At paragraph 290, the report says that the UK should continue to
“work with its partners to uphold the rules and obligations set out in UNCLOS”.
That is clearly right. Can the Minister also use this opportunity to put on record the UK’s repudiation of Russia’s distorted interpretation of international maritime law as it applies in the Arctic? In particular, can he confirm that the northern sea route is not covered by a “legal regime of inland seawaters”, as claimed by the 2022 Russian maritime doctrine? Instead, will the Minister confirm that these seas are subject to freedom of navigation and the same right of innocent passage that Russian vessels and warships use when they transit the English Channel and UK territorial waters? Will he also confirm that nor is Russia entitled to misapply Article 234 of UNCLOS, the so-called “ice clause”, to apply discriminatory requirements on foreign-flagged vessels such as tolls, prior permission requirements and the mandatory use of the Rosatom icebreaker fleet?
We might argue that these do not matter for the time being, certainly for merchant shipping, but they will over time. As a number of noble Lords have pointed out, strategically it is obvious that Russia cannot be allowed to assert control over the Arctic and the sea lines of communication, including the approaches to the Bering Sea, the Barents Sea and other sensitive areas, such as the Kara Strait, the Laptev Strait and the Sannikov Strait.

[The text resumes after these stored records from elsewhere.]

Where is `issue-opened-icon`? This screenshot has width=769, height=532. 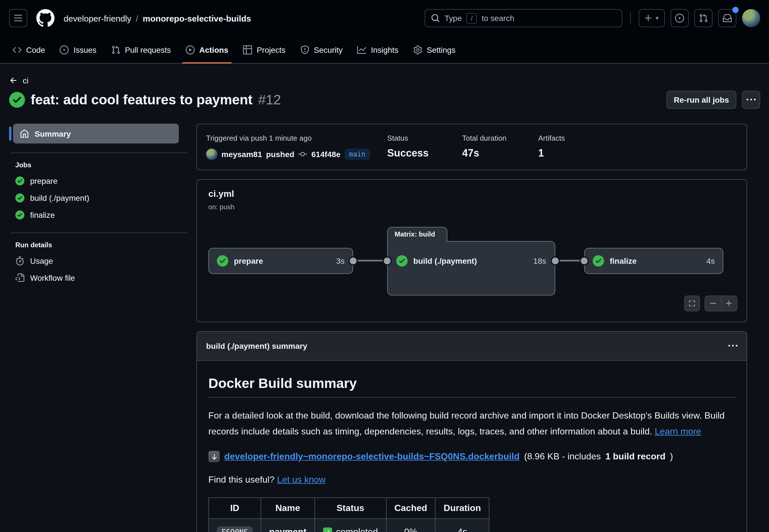 issue-opened-icon is located at coordinates (680, 18).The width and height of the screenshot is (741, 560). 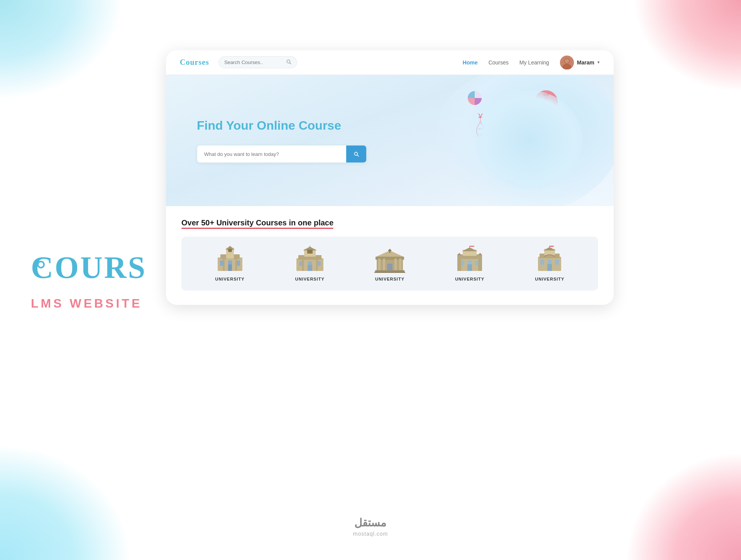 I want to click on nav-links: Home Courses My Learning, so click(x=506, y=63).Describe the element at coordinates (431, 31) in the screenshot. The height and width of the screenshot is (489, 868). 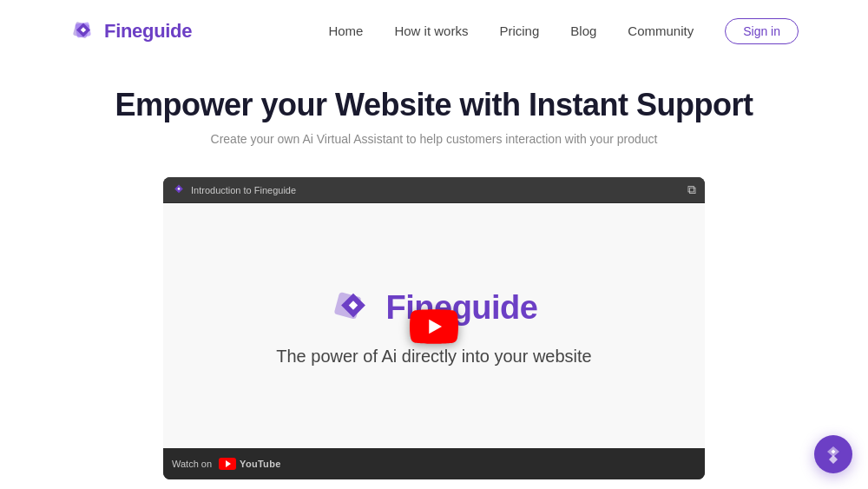
I see `nav-link-how-it-works: How it works` at that location.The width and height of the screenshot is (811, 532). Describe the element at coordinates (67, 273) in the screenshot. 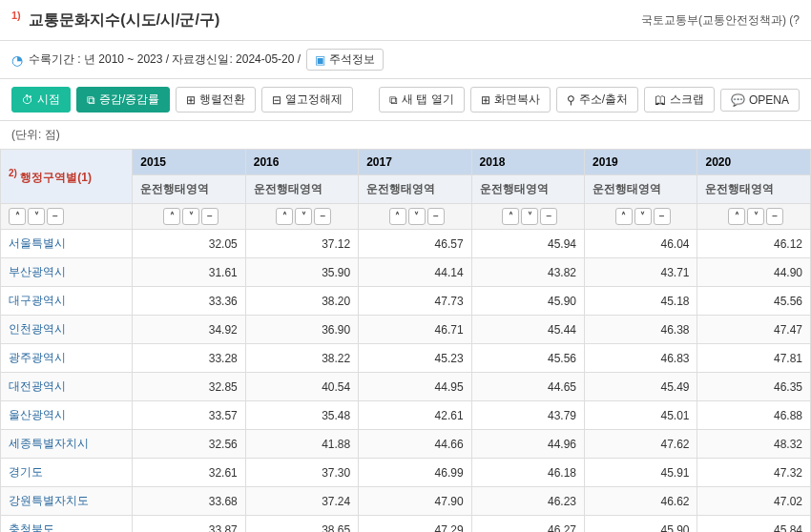

I see `region-cell: 부산광역시` at that location.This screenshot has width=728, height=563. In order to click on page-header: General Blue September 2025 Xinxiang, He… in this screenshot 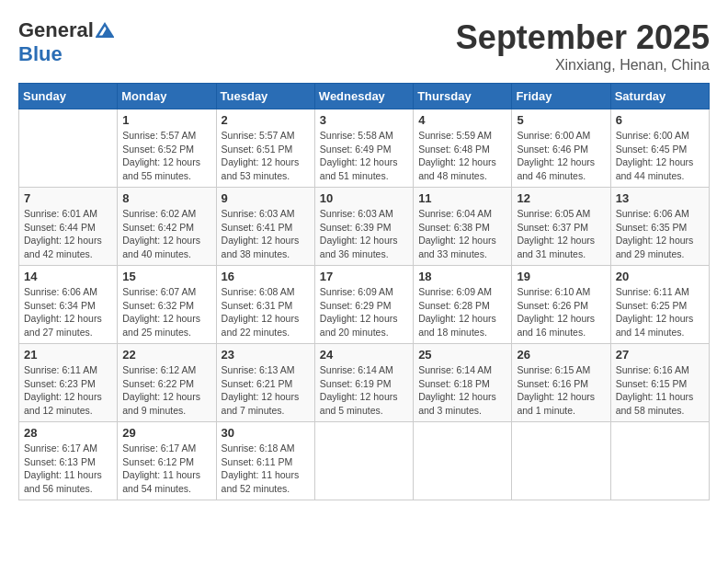, I will do `click(364, 46)`.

For all those reasons and the points that were made, but which I will not repeat, by a number of distinguished noble Lords, including the noble Lord, Lord Browne of Ladyton, the noble and gallant Lords, Lord Stirrup and Lord Houghton, and others, it is quite obvious that the UK, through the SDR, will have to step up its capabilities in the High North. Like several other noble Lords, I have had the opportunity to spend time with the Royal Marines in Bardufoss at Camp Viking. As has been described, they were highly impressive, but nevertheless, without going into detail publicly, there are obviously some equipment and capability gaps that the SDR would be wise to address. On that basis, I am very grateful to the noble Lord, Lord Ashton of Hyde, for the magisterial introduction he gave to this excellent report, the conclusions of which I fully concur with.